Fake Broker Scams via Wire Transfer
Fraudulent investment brokers collect wire transfer deposits from investors, providing fictitious account statements before blocking withdrawals and disappearing.
Part of: Fake Broker Scams
Last reviewed: 1 June 2026
Wire transfer is the most commonly exploited payment method in fake broker scams involving larger investment amounts. The transaction creates a paper trail that scammers can reference to maintain the illusion of an ongoing legitimate relationship — referring to previous wire receipts as evidence of a professional financial arrangement.
Victims are often sophisticated investors who would not be deceived by more obvious scam formats. The fake broker operation must maintain a convincing professional facade for months before the exit, justifying the investment in professional websites, support staff, and detailed reporting.
How this scam works on wire transfer
An investor is contacted by or discovers a broker platform offering managed forex, commodity, or stock trading with high projected returns. After completing onboarding, an initial wire transfer seeds the account. Monthly statements show impressive growth.
Additional wire deposits are encouraged as the account manager cites market opportunities. After several wires, the investor attempts to withdraw a portion. The account manager introduces a tax compliance requirement, requesting a further wire transfer to a separate account to satisfy the jurisdiction's withholding rules before funds can be repatriated.
Following this wire, the broker becomes uncontactable. The website remains live briefly before going offline.
Common red flags
- Broker provides a professional onboarding experience but cannot be verified on any regulatory register
- Multiple wire transfer deposits are encouraged before any successful withdrawal is demonstrated
- Withdrawal triggers a tax compliance wire to a separate account
- Account manager is the primary point of contact and discourages direct customer service contact
- Monthly statements show consistent returns regardless of market conditions
- Recovery agent contacts you shortly after the broker disappears
How to protect yourself
- Always complete a successful withdrawal test before making significant deposits with any broker
- Verify broker authorisation on FCA, SEC, ASIC, or your national regulator's public register
- Never wire a tax payment to facilitate a withdrawal — legitimate brokers handle tax reporting through their compliance infrastructure
- Do not respond to recovery agents who contact you after a loss — they are secondary scammers
- Document all wire transfer details, correspondence, and account screenshots for your report
- Report to your regulator even if recovery is unlikely — your report contributes to enforcement actions
How to report it
- Report to your financial regulator with full documentation
- File with the FBI IC3 at ic3.gov
- Contact your bank to record the wires and cooperate with any regulatory tracing request
Frequently asked questions
Why do fake brokers maintain the illusion for so long before exiting?
The longer the illusion is maintained, the more the investor deposits. A victim who has seen months of impressive paper returns and built a trusting relationship with an account manager is far more likely to make larger additional deposits than one approached cold. The patience is a deliberate profit-maximisation strategy.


### Exercise directions
Each line of the listing below should come back exactly as it is.
▼
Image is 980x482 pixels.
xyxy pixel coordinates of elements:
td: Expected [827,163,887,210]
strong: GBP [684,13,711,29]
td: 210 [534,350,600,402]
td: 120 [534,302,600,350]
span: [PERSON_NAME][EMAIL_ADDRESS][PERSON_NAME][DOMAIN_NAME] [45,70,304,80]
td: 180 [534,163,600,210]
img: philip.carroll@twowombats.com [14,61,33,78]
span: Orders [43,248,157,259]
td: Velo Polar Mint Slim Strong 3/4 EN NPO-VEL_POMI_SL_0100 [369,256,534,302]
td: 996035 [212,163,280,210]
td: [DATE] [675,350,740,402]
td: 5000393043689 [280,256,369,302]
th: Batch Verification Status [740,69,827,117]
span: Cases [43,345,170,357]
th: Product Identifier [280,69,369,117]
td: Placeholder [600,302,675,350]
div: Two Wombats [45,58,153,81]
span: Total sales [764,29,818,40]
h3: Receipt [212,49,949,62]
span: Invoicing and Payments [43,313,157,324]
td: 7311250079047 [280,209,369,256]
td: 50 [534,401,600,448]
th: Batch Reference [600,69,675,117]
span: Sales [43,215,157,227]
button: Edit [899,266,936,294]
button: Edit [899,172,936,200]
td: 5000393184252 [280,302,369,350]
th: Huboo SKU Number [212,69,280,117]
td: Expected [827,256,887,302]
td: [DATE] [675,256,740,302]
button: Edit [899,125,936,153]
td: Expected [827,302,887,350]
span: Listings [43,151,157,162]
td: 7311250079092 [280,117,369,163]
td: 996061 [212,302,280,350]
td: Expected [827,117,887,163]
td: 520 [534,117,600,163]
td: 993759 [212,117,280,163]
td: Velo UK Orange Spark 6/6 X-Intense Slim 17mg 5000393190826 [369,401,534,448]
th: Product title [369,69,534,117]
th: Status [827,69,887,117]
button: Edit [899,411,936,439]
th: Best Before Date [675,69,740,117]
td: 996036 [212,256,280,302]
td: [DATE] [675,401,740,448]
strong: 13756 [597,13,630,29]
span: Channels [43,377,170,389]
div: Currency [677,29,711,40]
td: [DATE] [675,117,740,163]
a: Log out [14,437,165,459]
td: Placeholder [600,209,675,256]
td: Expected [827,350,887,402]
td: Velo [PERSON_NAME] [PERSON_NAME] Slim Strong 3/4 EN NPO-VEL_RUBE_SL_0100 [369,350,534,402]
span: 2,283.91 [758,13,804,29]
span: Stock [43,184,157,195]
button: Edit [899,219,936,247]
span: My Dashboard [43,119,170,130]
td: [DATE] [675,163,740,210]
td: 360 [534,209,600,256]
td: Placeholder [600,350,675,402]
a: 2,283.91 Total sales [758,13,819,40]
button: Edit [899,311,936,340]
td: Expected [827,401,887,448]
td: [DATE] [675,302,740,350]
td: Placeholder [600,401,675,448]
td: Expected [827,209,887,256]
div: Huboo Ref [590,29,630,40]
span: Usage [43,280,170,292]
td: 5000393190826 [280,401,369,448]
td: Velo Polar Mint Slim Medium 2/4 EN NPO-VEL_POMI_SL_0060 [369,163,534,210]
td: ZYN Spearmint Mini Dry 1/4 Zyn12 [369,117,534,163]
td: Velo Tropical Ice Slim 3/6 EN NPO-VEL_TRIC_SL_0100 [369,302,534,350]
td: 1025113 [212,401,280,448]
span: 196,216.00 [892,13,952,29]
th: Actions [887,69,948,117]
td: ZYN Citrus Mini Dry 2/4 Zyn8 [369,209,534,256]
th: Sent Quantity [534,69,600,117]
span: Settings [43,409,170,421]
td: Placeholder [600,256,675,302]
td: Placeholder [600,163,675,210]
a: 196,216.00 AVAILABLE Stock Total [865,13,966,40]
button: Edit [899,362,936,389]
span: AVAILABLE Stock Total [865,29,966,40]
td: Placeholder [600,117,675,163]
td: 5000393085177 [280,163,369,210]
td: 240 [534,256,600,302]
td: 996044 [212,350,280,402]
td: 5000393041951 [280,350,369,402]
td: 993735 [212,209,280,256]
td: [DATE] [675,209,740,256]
▲
### Answer space
Image is 980x482 pixels.
xyxy pixel coordinates of elements:
td: Expected [827,163,887,210]
strong: GBP [684,13,711,29]
td: 210 [534,350,600,402]
td: 120 [534,302,600,350]
span: [PERSON_NAME][EMAIL_ADDRESS][PERSON_NAME][DOMAIN_NAME] [45,70,304,80]
td: 180 [534,163,600,210]
img: philip.carroll@twowombats.com [14,61,33,78]
span: Orders [43,248,157,259]
td: Velo Polar Mint Slim Strong 3/4 EN NPO-VEL_POMI_SL_0100 [369,256,534,302]
td: 996035 [212,163,280,210]
td: [DATE] [675,350,740,402]
td: 5000393043689 [280,256,369,302]
th: Batch Verification Status [740,69,827,117]
span: Cases [43,345,170,357]
th: Product Identifier [280,69,369,117]
td: Placeholder [600,302,675,350]
div: Two Wombats [45,58,153,81]
span: Total sales [764,29,818,40]
h3: Receipt [212,49,949,62]
span: Invoicing and Payments [43,313,157,324]
td: 7311250079047 [280,209,369,256]
td: 50 [534,401,600,448]
th: Batch Reference [600,69,675,117]
span: Sales [43,215,157,227]
button: Edit [899,266,936,294]
button: Edit [899,172,936,200]
td: 5000393184252 [280,302,369,350]
th: Huboo SKU Number [212,69,280,117]
td: Expected [827,256,887,302]
td: [DATE] [675,256,740,302]
button: Edit [899,125,936,153]
td: Expected [827,302,887,350]
span: Listings [43,151,157,162]
td: 7311250079092 [280,117,369,163]
td: 996061 [212,302,280,350]
td: Expected [827,117,887,163]
td: 520 [534,117,600,163]
td: 993759 [212,117,280,163]
td: Velo UK Orange Spark 6/6 X-Intense Slim 17mg 5000393190826 [369,401,534,448]
th: Product title [369,69,534,117]
th: Status [827,69,887,117]
button: Edit [899,411,936,439]
th: Best Before Date [675,69,740,117]
td: 996036 [212,256,280,302]
td: [DATE] [675,401,740,448]
strong: 13756 [597,13,630,29]
span: Channels [43,377,170,389]
div: Currency [677,29,711,40]
td: [DATE] [675,117,740,163]
a: Log out [14,437,165,459]
td: Placeholder [600,209,675,256]
td: Expected [827,350,887,402]
td: Velo [PERSON_NAME] [PERSON_NAME] Slim Strong 3/4 EN NPO-VEL_RUBE_SL_0100 [369,350,534,402]
span: 2,283.91 [758,13,804,29]
span: Stock [43,184,157,195]
button: Edit [899,219,936,247]
span: My Dashboard [43,119,170,130]
td: [DATE] [675,163,740,210]
td: 360 [534,209,600,256]
td: Placeholder [600,350,675,402]
a: 2,283.91 Total sales [758,13,819,40]
button: Edit [899,311,936,340]
td: Expected [827,401,887,448]
td: [DATE] [675,302,740,350]
td: Placeholder [600,401,675,448]
td: Expected [827,209,887,256]
div: Huboo Ref [590,29,630,40]
span: Usage [43,280,170,292]
td: 5000393190826 [280,401,369,448]
td: Velo Polar Mint Slim Medium 2/4 EN NPO-VEL_POMI_SL_0060 [369,163,534,210]
td: ZYN Spearmint Mini Dry 1/4 Zyn12 [369,117,534,163]
td: Velo Tropical Ice Slim 3/6 EN NPO-VEL_TRIC_SL_0100 [369,302,534,350]
td: 1025113 [212,401,280,448]
span: 196,216.00 [892,13,952,29]
th: Actions [887,69,948,117]
td: ZYN Citrus Mini Dry 2/4 Zyn8 [369,209,534,256]
th: Sent Quantity [534,69,600,117]
span: Settings [43,409,170,421]
td: Placeholder [600,256,675,302]
td: Placeholder [600,163,675,210]
a: 196,216.00 AVAILABLE Stock Total [865,13,966,40]
button: Edit [899,362,936,389]
span: AVAILABLE Stock Total [865,29,966,40]
td: Placeholder [600,117,675,163]
td: 5000393085177 [280,163,369,210]
td: 240 [534,256,600,302]
td: 996044 [212,350,280,402]
td: 5000393041951 [280,350,369,402]
td: 993735 [212,209,280,256]
td: [DATE] [675,209,740,256]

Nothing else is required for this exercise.